It’s not sexy, but the first series of steps I have to take in order to be a more effective partner, parent, citizen, activist, writer, editor, or employee is going to be a very basic and essential set. I don’t aspire to change the world, myself, but I do want to facilitate positive change and have a positive impact on the safety and prosperity of as many of my fellow humans (now and in the future) as possible. The thing is, my own house is not in order—which I do not mean metaphorically. On Monday, in addition to work and sleep and setting aside some time to remember Emerson and be with Maria, I carved out a few extra minutes to run through extra loads of laundry. That was Day 1’s concrete step toward making the world more free.
Mentally, I find that the day-to-day mess of our household chores (they’re very hard to keep up with, given how much I work and the fact that Maria is our only driver, and therefore has to ferry the kids to all their extracurricular activities) cramps and crunches me. It erodes my sense of effectiveness as a person and my belief that I can be of any help or service to anyone outside the walls that barely hold in our chaos. Nor is that just a manifestation of my own anxiety. It’s a real thing. To ensure my own, Maria’s, and the kids’ health and capacity, we have to develop better daily routines. For all kinds of reasons, that’s been harder to establish for us than for some other families. The big ones are those named above, but the timing of the pandemic with specific regard to our family’s growth and establishment was particularly unlucky, I think. Anyway, this is one aspect of this project, and I feel good about having taken a small but concrete step in the right direction on the first day.
Start Thinking Now: Donald Trump has announced his intention to abolish the U.S. Department of Education. If proposed by any but the most feckless, insecure ingrate ever to fall sideways into public policy, it would rate as the worst idea in human history—which only sounds like hyperbole. From Trump, it’s something more insidious, because it’s not a result of good faith gone stupid. Rather, it’s a conscious step toward changing the priorities of public education in America diametrically, from the development of healthy and literate people to the development of Trump supporters.

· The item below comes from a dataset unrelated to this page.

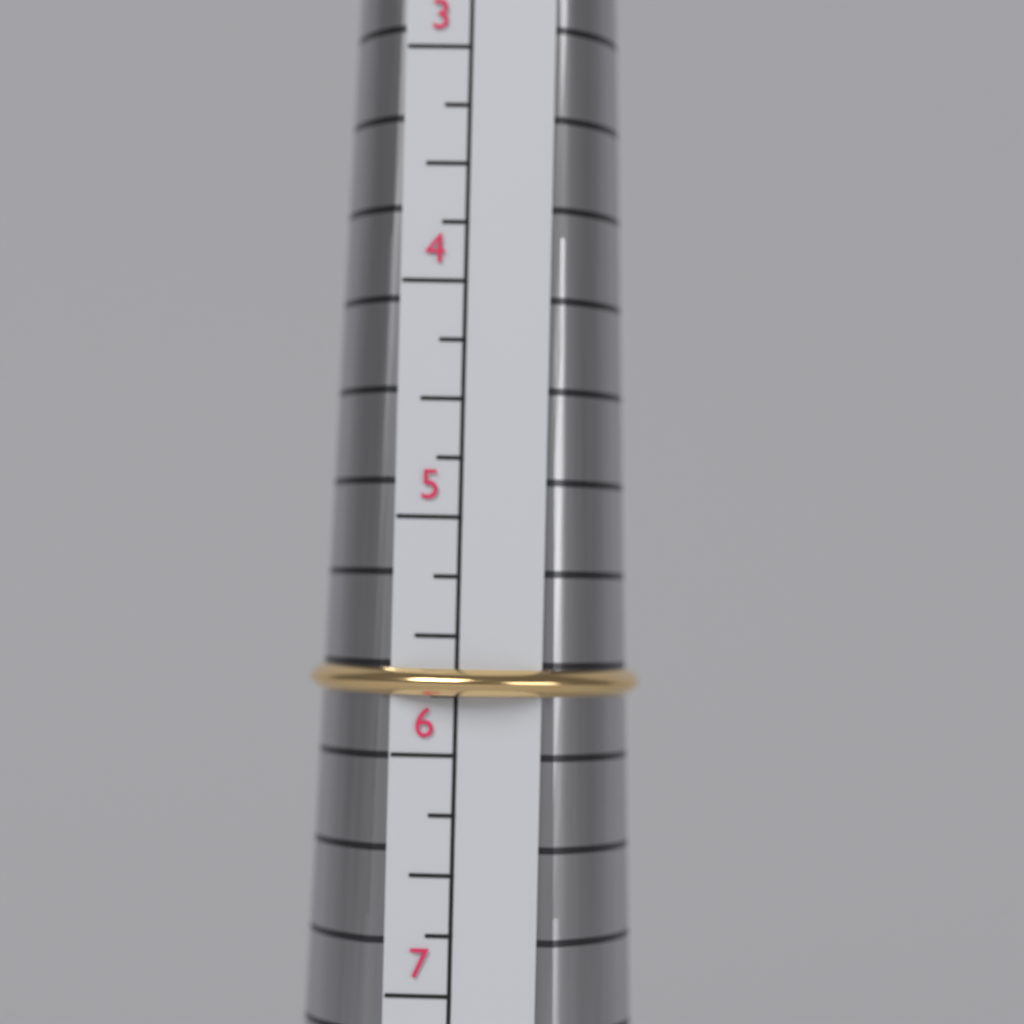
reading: 5.75 (no unit)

The biggest impact this will have, in the short term, is creating an almost immediate and massive shortfall in services and thoughtful policy for students with disabilities. (Always, always, in regimes like this one, the first people to pay a heavy toll are the most vulnerable.) So, make yourself more consciously aware of some resources in your community, and those that stretch out across the nation. Easter Seals is a broad network of organizations dedicated to serving the community of people with disabilities. PACER does a lot of good work for kids with disabilities, with a specific emphasis on education, from right where I am in the Twin Cities. You can begin to ponder donations to these organizations, but think, too, about how you and your friends and your kids and your neighbors can reach out to people with disabilities. That will be one of the first places where the full weight of the malice and malignancy of a Trump administration lands, so it can be one of the first places where we direct our energy toward harm reduction.